DAN BICKLEY

GM Steve Keim’s desperate moves are dooming winless Cardinals

Sep 30, 2019, 6:18 PM | Updated: 6:46 pm

Those who play football for the Arizona Cardinals were warned after their 27-10 loss to the Seattle Seahawks: Tune out the noise in the days ahead.

It’s good advice. The sound of silence can be deafening.

Four games into a new season and the Cardinals are once again winless, just like they were under Steve Wilks. The new offense is more dink-and-dunk than new-age innovation. Two veteran players have been shipped out under strange circumstances, from positions where depth is a serious issue.

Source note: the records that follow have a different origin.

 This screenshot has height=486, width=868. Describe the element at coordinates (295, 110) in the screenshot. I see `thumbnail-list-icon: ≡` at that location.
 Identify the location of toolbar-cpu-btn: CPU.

Attending games at State Farm Stadium is no longer a party. It’s a place where the home team is 1-9-1 since 2018. The vanishing scene in Glendale is approaching a tipping point that can’t be sugarcoated by sycophants, suck-ups and the team’s vaunted sellout streak.

During the buildup to the 2019 season, the Hail Mary pairing of head coach Kliff Kingsbury and quarterback Kyler Murray made the Cardinals one of the more compelling stories in the NFL. Skip Bayless declared himself a Murray fanatic. Peter King swore he was going to pay full attention to every snap in Arizona. Everyone was riveted, and for good reason.

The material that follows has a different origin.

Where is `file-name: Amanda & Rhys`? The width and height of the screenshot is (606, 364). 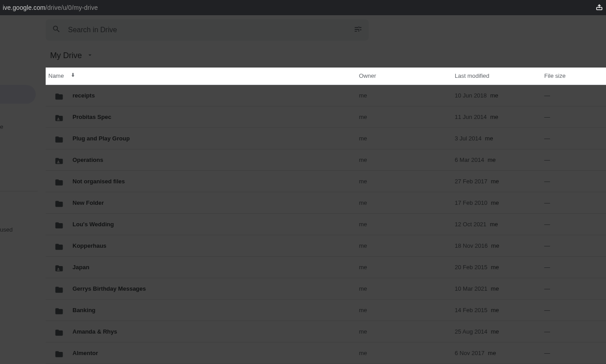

Just one month into this grand experiment, and the Cardinals are already dealing with the specter of a winless season and the threat of creeping apathy.

This might be Steve Keim’s greatest failure since his lofty promotion from scout to general manager many years ago, risking everything on the rarest of rookie head coach and quarterback combinations, only to sabotage them both with a faulty infrastructure.

But that’s what happens when team-building decisions are made from a place of desperation, from a GM who has clearly lost his touch.

Keim signed offensive tackle Desmond Harrison, a player of questionable character, only to release him following a domestic violence incident. He signed offensive tackle Marcus Gilbert, a player with a history of getting injured, and watched him get hurt. His acquisition of linebacker Terrell Suggs was a dastardly play on our emotions, a 36-year old whom the Cardinals should’ve drafted in 2003. And finally, the dueling sagas of wide receiver Michael Crabtree and safety D.J. Swearinger.

Word is, Crabtree was a bad teammate. Bad enough to be released after he received over $2 million from the team? On a roster that was void of competent wide receivers long before Christian Kirk’s injury on Sunday? On a team that supposedly has great leadership and culture?

Off the record, the Cardinals will surely claim that Swearinger was a disappointment. That he didn’t look like the same wrecking ball he’s been in the past. So why did he get 99% of the defensive snaps on Sunday? Did Swearinger suddenly become expendable after one missed tackle? Are we really blaming him for not covering opposing tight ends? A player that was picked up on waivers?

This whole thing feels like a shell game that has produced nothing but scapegoats so far.

Up until recently, the Cardinals have acted like a team expecting to win in 2019. They unveiled a television commercial hawking season tickets on the promise of never-ending excitement on offense. And a smart organization doesn’t sign aging warriors like Suggs, Swearinger and Crabtree if they’re building for tomorrow.

In reality, the Cardinals are 0-3-1 and scrambling. It feels like they’re being run by a GM trying to buy more time. For himself.

All of it will test the bandwidth of Kingbury’s coaching ability in the coming months. Can he keep 70% of the locker room in his corner, moving forward, in the same lane?

It won’t be easy. Kingsbury was hired as a glorified offensive coordinator, asked to elevate the offense, mentor the rookie quarterback and let Keim take care of the rest. He has quickly discovered the job is much bigger than anticipated.

Which is precisely why all of his critics were barking in the first place.